Uni-Bachelor and top sport RS
Snow sports – a fateful passion for Fahrni. The Bern native is now a World Cup athlete and, as a sports science bachelor’s degree from the University of Bern, initially put everything on the snowboard map. In April he will also start with the top sport RS.
But his accident also happened in the snow. At home in Oberthal BE, next to my parental home, there is a rudimentary ski lift, a steel cable with a handhold. Fahrni’s jacket gets so caught up in the steel wire that it even pulls the boy around the pulley. “On the day of the accident, I wasn’t even in pain,” says Fahrni. But the diagnosis is cruel: all the nerves in the arm are torn, three main strands up to the spinal cord are irreparable.
For half a year they waited in vain for the arm to recover. In the years that followed, Fahrni underwent numerous surgeries, the last time a decade ago. With nerve and muscle transplants, feeling returns in the fingers, as well as a slight mobility in the arm and hand. Fahrni: “That was great progress.”
Fahrni teaches snowboarding and skiing
The handicap does not stop the Berner. He is an active person, kept romping with his two brothers and sister as a child. “I just had a lot of respect for this type of ski lift for a while.”

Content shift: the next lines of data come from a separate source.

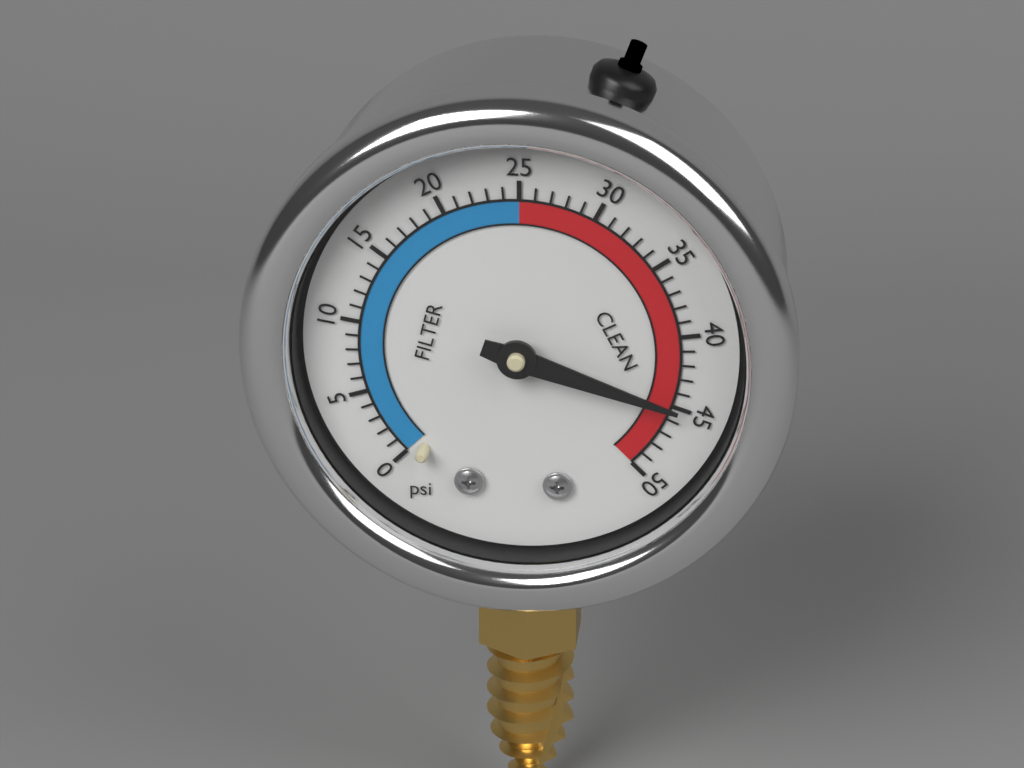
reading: 45 psi
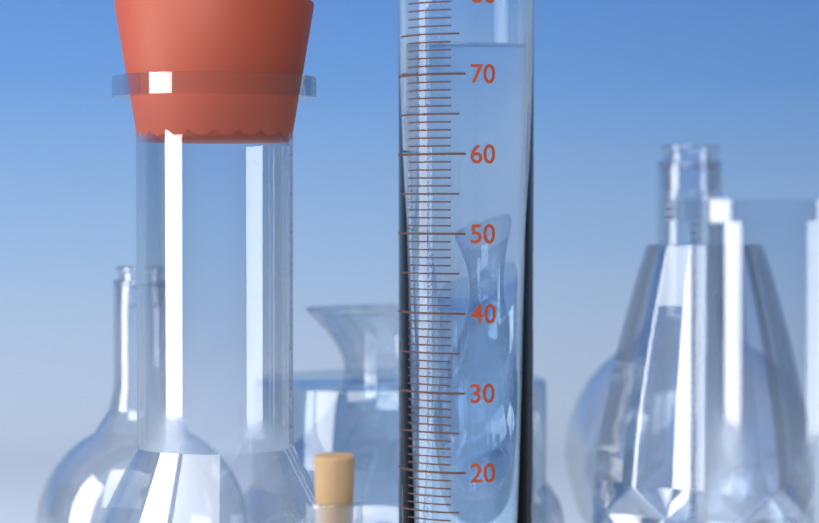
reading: 74 ml
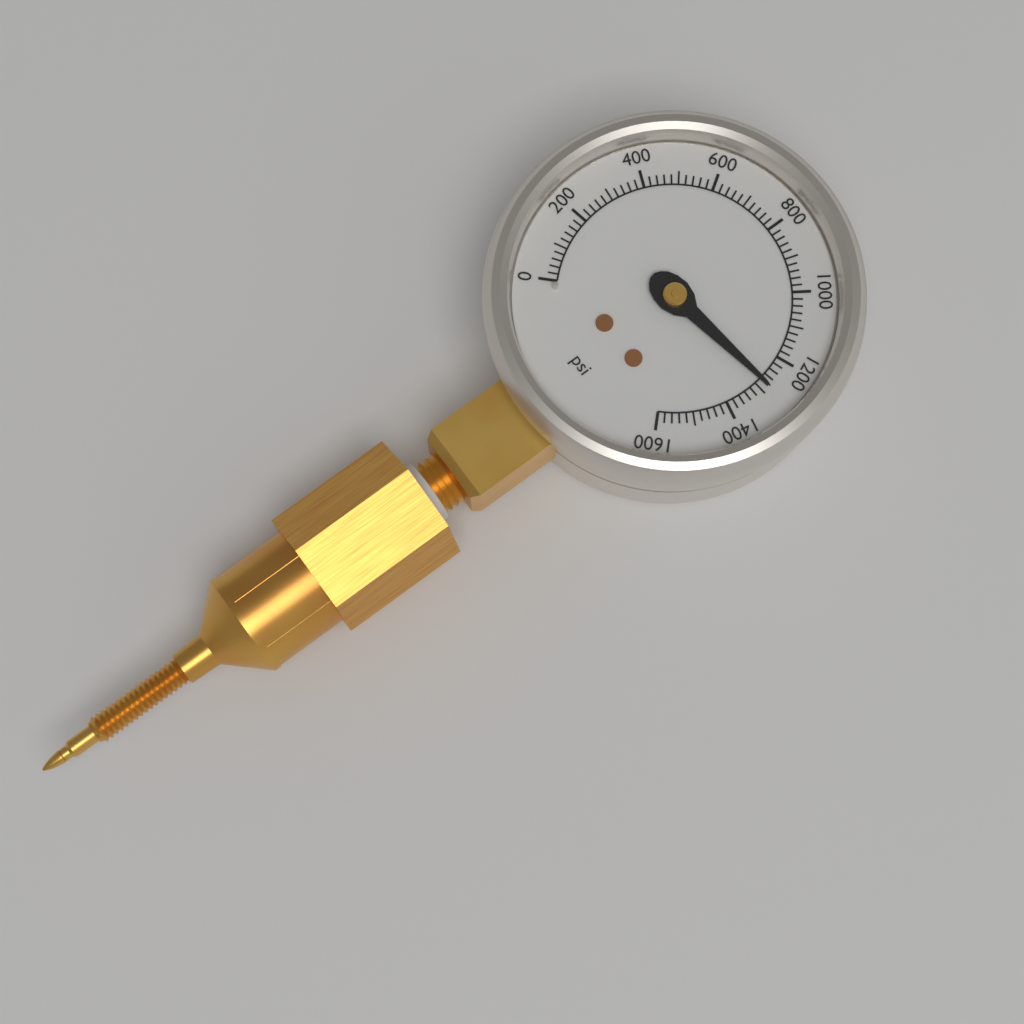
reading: 1280 psi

In the ski camp of group 8 he practices snowboarding for the first time. But when he became a ski instructor in Gstaad after high school, he started skiing with two skis. But during a J+S course while in college, Fahrni is back on his snowboard when national para-snowboard trainer Silvan Hofer discovers and approaches him.
“I didn’t call him until a year later,” Fahrni says with a laugh. A phone call with consequences. The ski and snowboard instructor from Lenk tastes top sport in a training camp of umbrella organization for disabled sports PluSport and almost immediately makes it to the 2022 Paralympic Games in Beijing. Now he is participating in the World Cup for the second time. “My goal? Go full throttle and inspire people with and without disabilities!”
Source : Blick

I’m Emma Jack, a news website author at 24 News Reporters. I have been in the industry for over five years and it has been an incredible journey so far. I specialize in sports reporting and am highly knowledgeable about the latest trends and developments in this field.